*** Excerpted records Section Begins ***

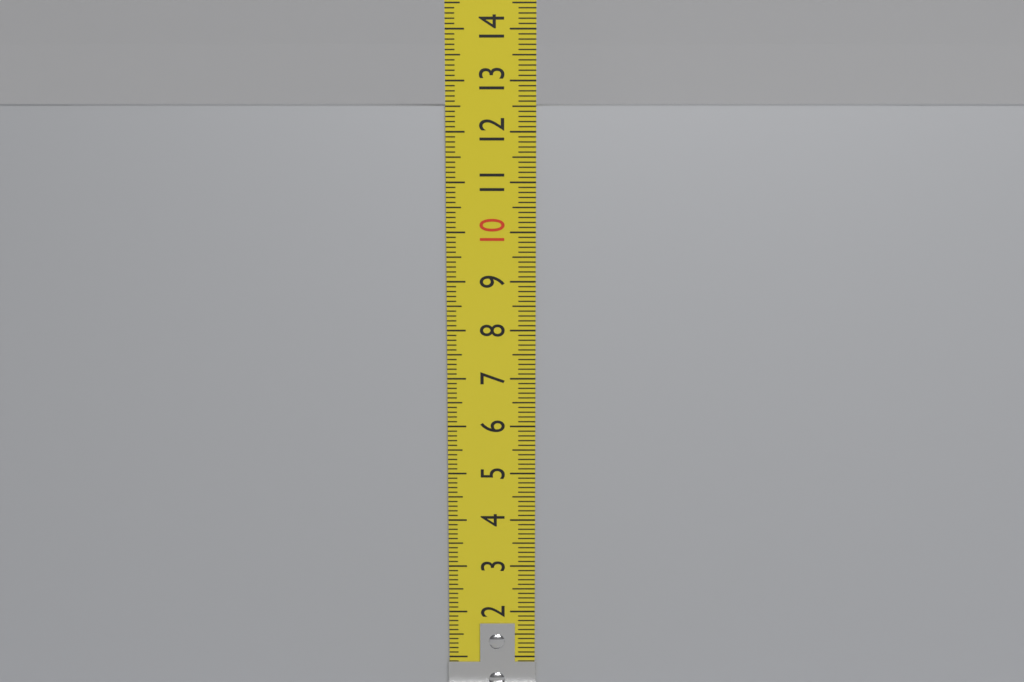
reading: 12.5 cm
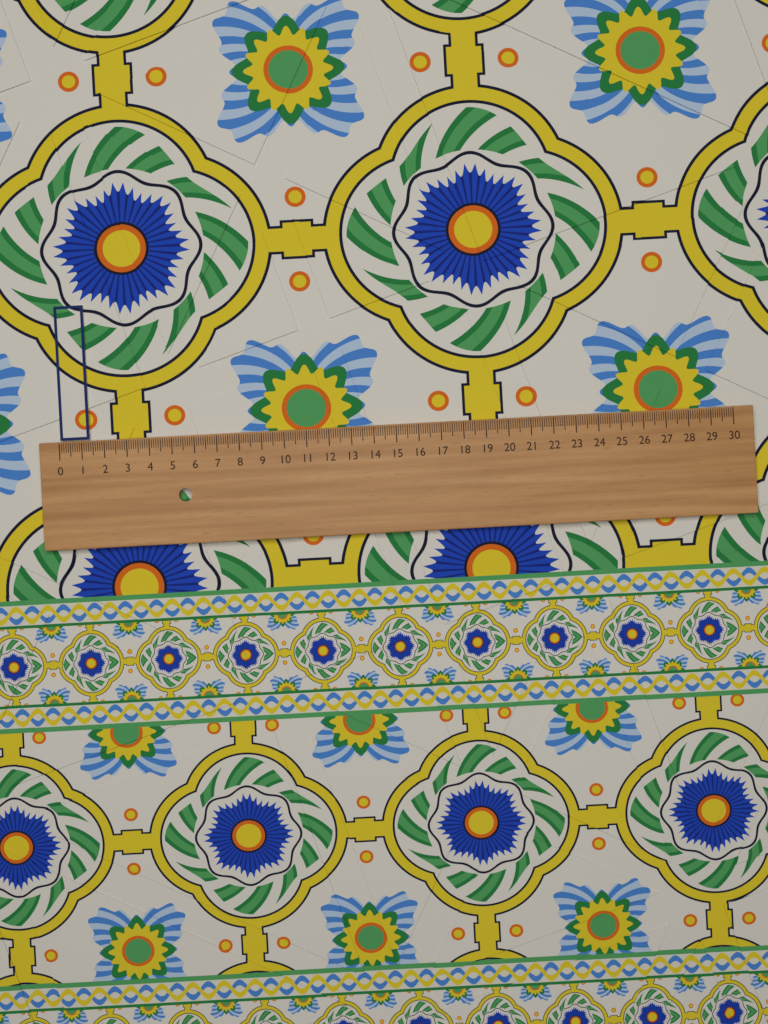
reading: 1.3 (no unit)
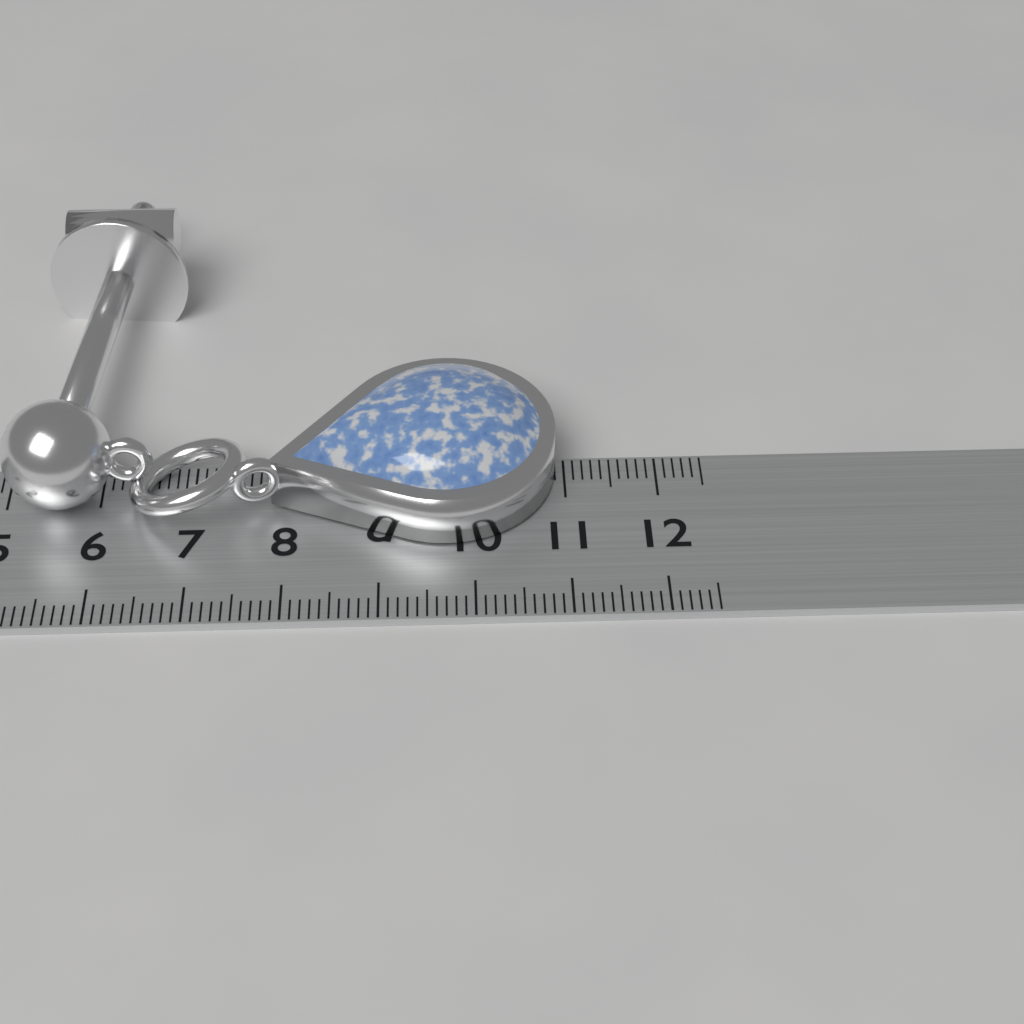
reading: 10.9 cm
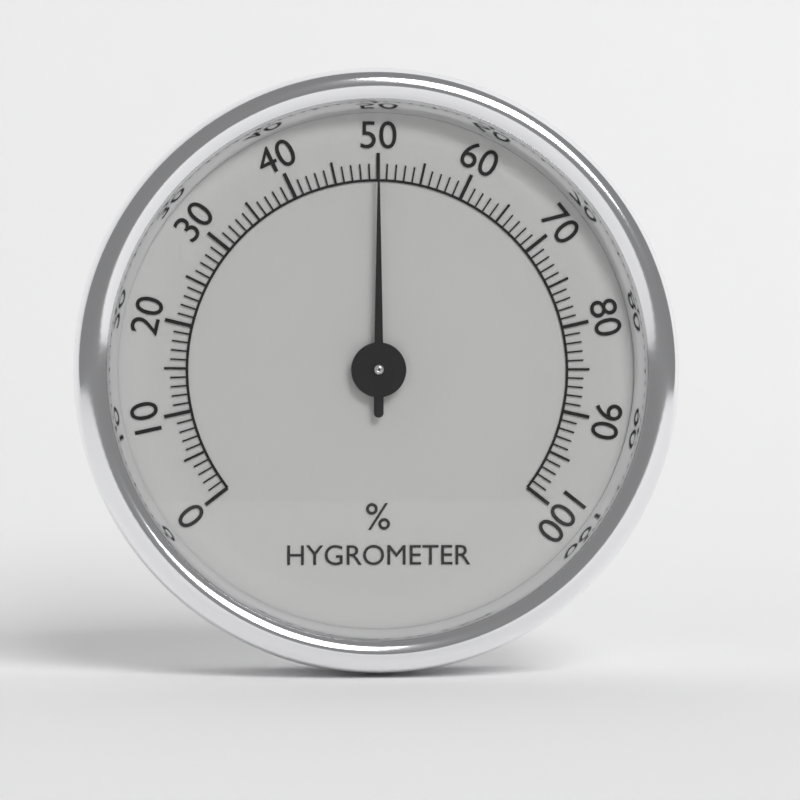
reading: 50 %
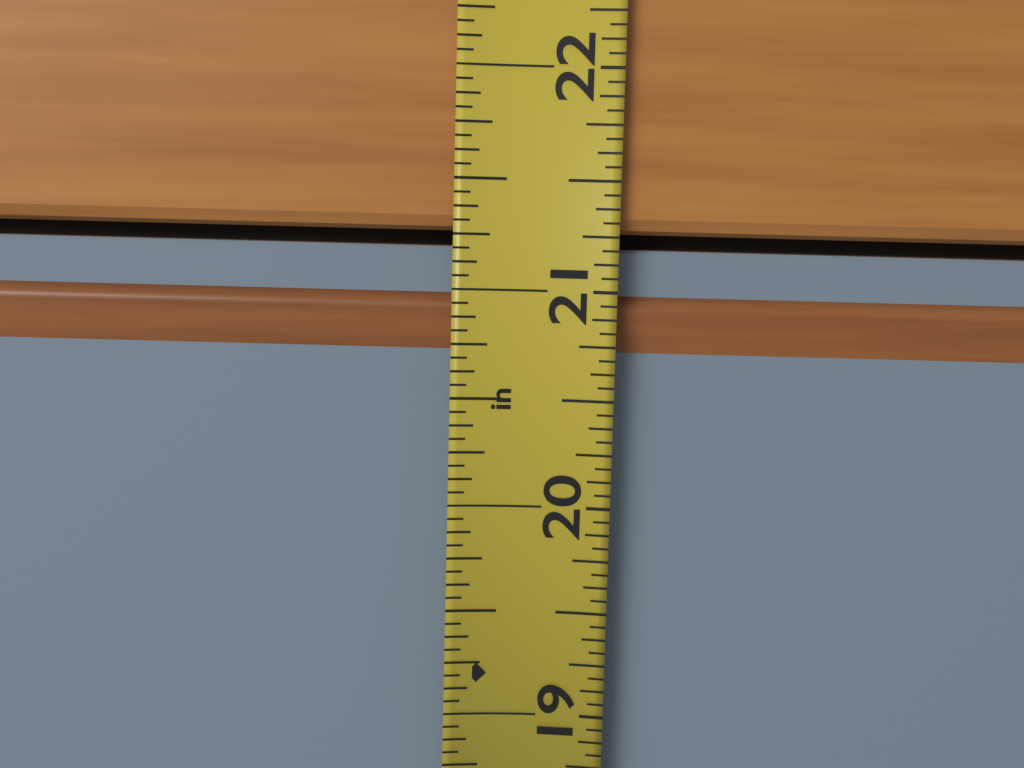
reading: 21.1875 in
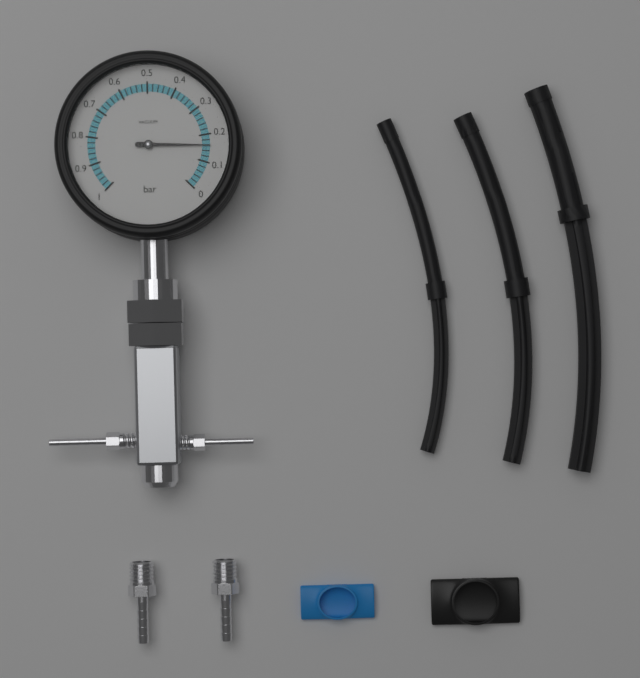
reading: 0.16 bar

*** Excerpted records Section Ends ***

The answer is the records above, repeated exactly, with no picture in it.

Solved problem:
reading: 12.5 cm
reading: 1.3 (no unit)
reading: 10.9 cm
reading: 50 %
reading: 21.1875 in
reading: 0.16 bar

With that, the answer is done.